# Work item:
From the data below, repeat exactly the lines from the line with "You are a GUI" to the line with "Task: Click on", both included.

# Provided entries:
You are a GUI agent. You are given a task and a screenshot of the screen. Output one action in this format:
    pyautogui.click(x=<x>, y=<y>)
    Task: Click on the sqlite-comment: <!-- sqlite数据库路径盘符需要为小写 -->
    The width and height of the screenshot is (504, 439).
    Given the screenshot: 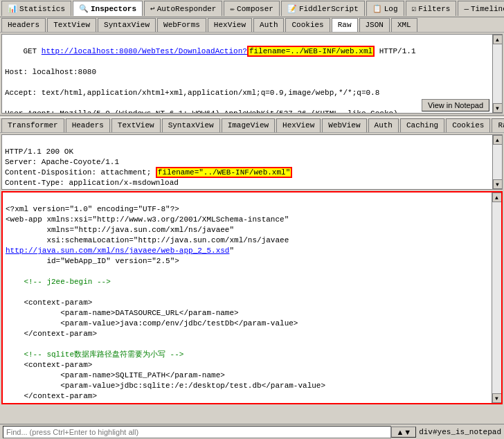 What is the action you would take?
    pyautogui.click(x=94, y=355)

* * *

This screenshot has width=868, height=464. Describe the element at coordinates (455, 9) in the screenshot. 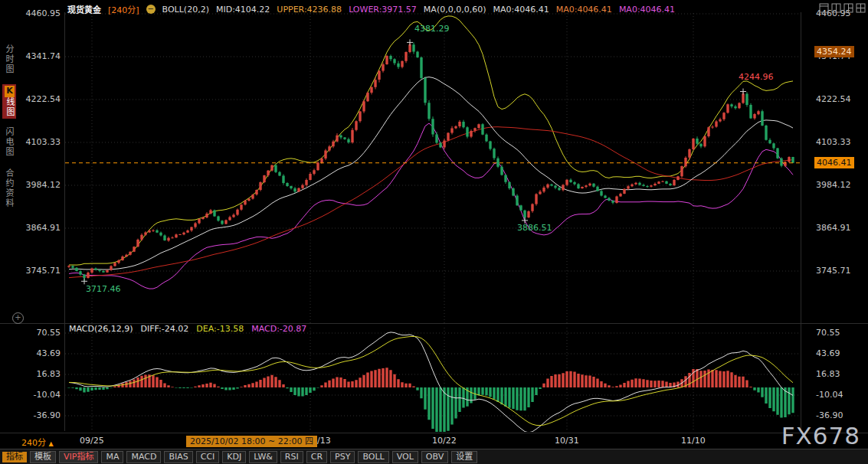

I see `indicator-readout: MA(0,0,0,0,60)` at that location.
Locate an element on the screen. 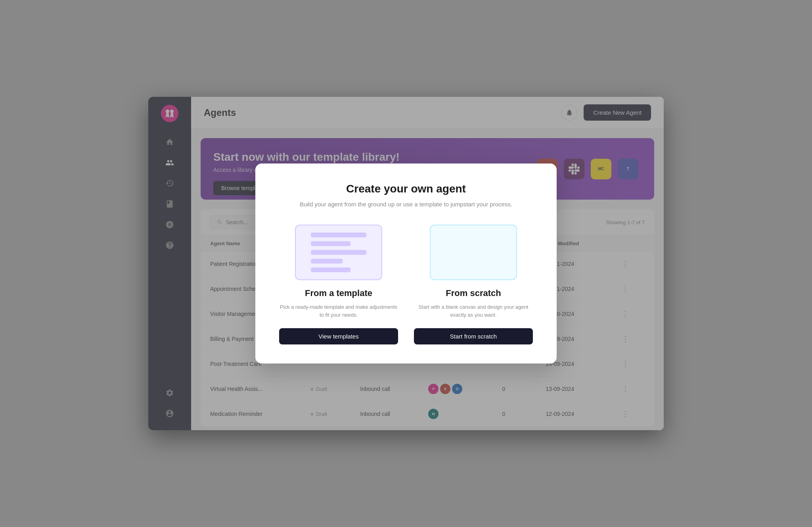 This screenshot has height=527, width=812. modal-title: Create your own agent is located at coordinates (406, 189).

==

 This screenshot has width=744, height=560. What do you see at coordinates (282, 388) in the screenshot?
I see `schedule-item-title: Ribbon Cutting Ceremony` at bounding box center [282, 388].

# Solution for this task:
You are a GUI agent. You are given a task and a screenshot of the screen. Output one action in this format:
    pyautogui.click(x=<x>, y=<y>)
    Task: Click on the sqlite-comment: <!-- sqlite数据库路径盘符需要为小写 -->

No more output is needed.